The Sanctions Minuet

AS trade wars go, the intellectual-property dispute between the United States and China looks more like a minuet than a brawl.

China, to no one's great surprise, missed the Feb. 4 deadline to avoid punitive tariffs of 100 percent being slapped onto $1 billion worth of export goods to the US. The tariffs were applied gently, so to speak, apparently calibrated so as to do no great harm to either side. In addition, the Clinton administration announced Monday that it would expand subsidized wheat sales to Beijing, in an effort to keep Europeans from a bigger share of the market.

But the punitive tariffs were applied, because China failed, in the US view, to take adequate action against pirating of American software, musical recordings, and films, some of it by factories owned by the army, in violation of China's own copyright laws.

It was also no great surprise that only two days after the sanctions were ordered, and well before they are actually to take effect (Feb. 26), the Chinese invited their American interlocutors back to Beijing for more talks.

In one sense, this is the kind of problem with a trading partner that the US should be glad to have. The financial crisis in Mexico has cast a shadow over the economic aspirations of ``emerging markets'' around the globe. The problem in China, on the other hand, is one of the economic success of a developing country.

It's also noteworthy that the problem can be framed in terms of China's failure to enforce its own copyright laws; just a few years ago there would have been no laws to enforce.

Moreover, copyright enforcement is acquiring a constituency within China. Its software producers, novelists, and other intellectual laborers are beginning to insist that they, too, are worthy of their hire. Too much should not be made of this, but it is a sign of nascent respect and desire for the rule of law in China, critical to modernization - and not yet achieved.

The down side in the current dispute is that it's not clear that Beijing is in control of all of China; with the best will in the world, the central government's ability to bring pirates to heel may be less than adequate. And the question of a possible successor to Deng Xiaoping remains.

But it won't be surprising if an approach of steady-as-she-goes yields a result both sides can be happy with.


EXERCISE GOAL |
Write out the listing verbatim. No pictures belong in it.

DATA SECTION |
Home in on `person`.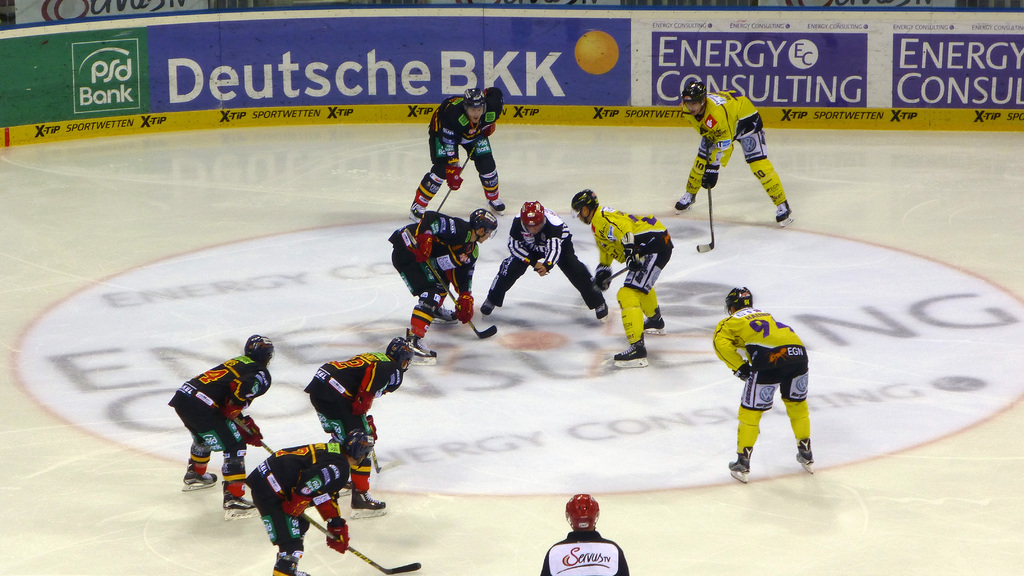
Homed in at (left=166, top=337, right=275, bottom=519).
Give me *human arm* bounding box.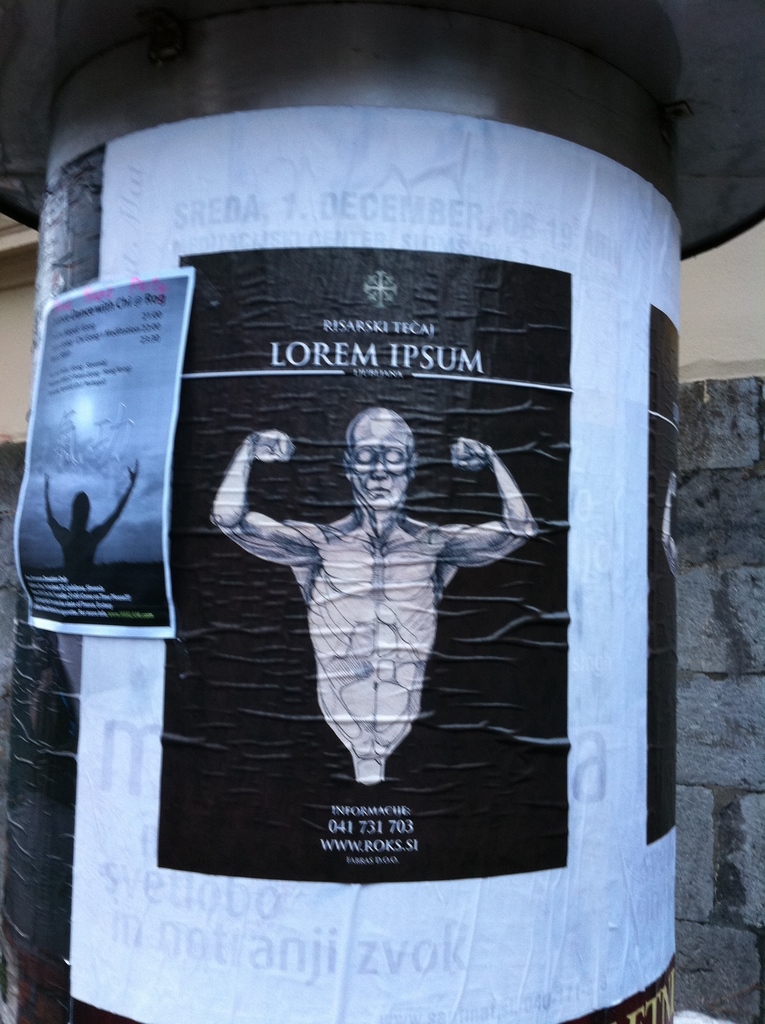
bbox(92, 455, 140, 547).
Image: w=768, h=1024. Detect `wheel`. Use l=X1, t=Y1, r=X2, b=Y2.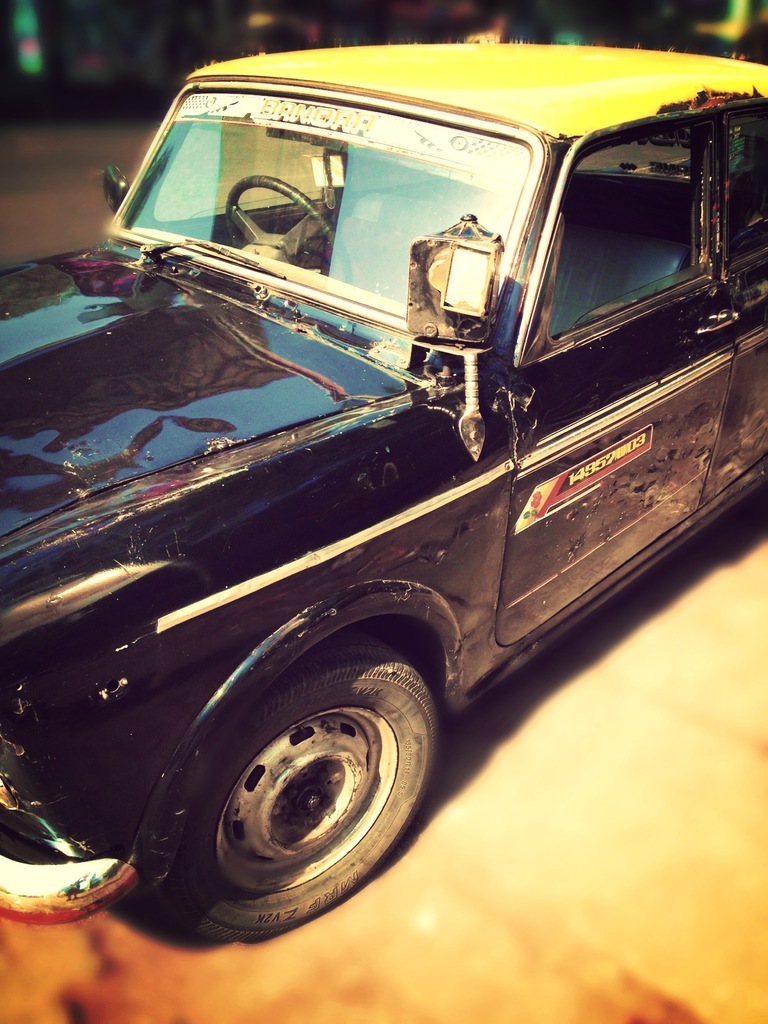
l=159, t=632, r=441, b=954.
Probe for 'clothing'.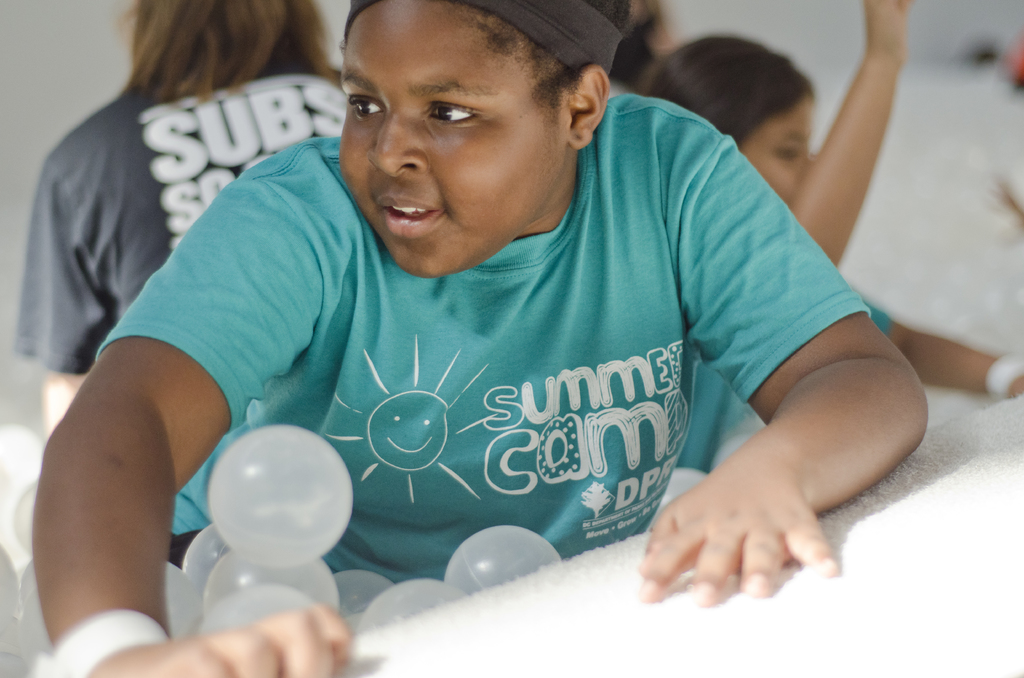
Probe result: (x1=7, y1=77, x2=354, y2=369).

EXERCISE ANSWER |
Home in on `person`.
Homed in at (left=166, top=337, right=275, bottom=519).
Give me *human arm* bounding box.
bbox(92, 455, 140, 547).
Image: w=768, h=1024. Detect `wheel`. Use l=X1, t=Y1, r=X2, b=Y2.
l=159, t=632, r=441, b=954.
Probe for 'clothing'.
Probe result: (x1=7, y1=77, x2=354, y2=369).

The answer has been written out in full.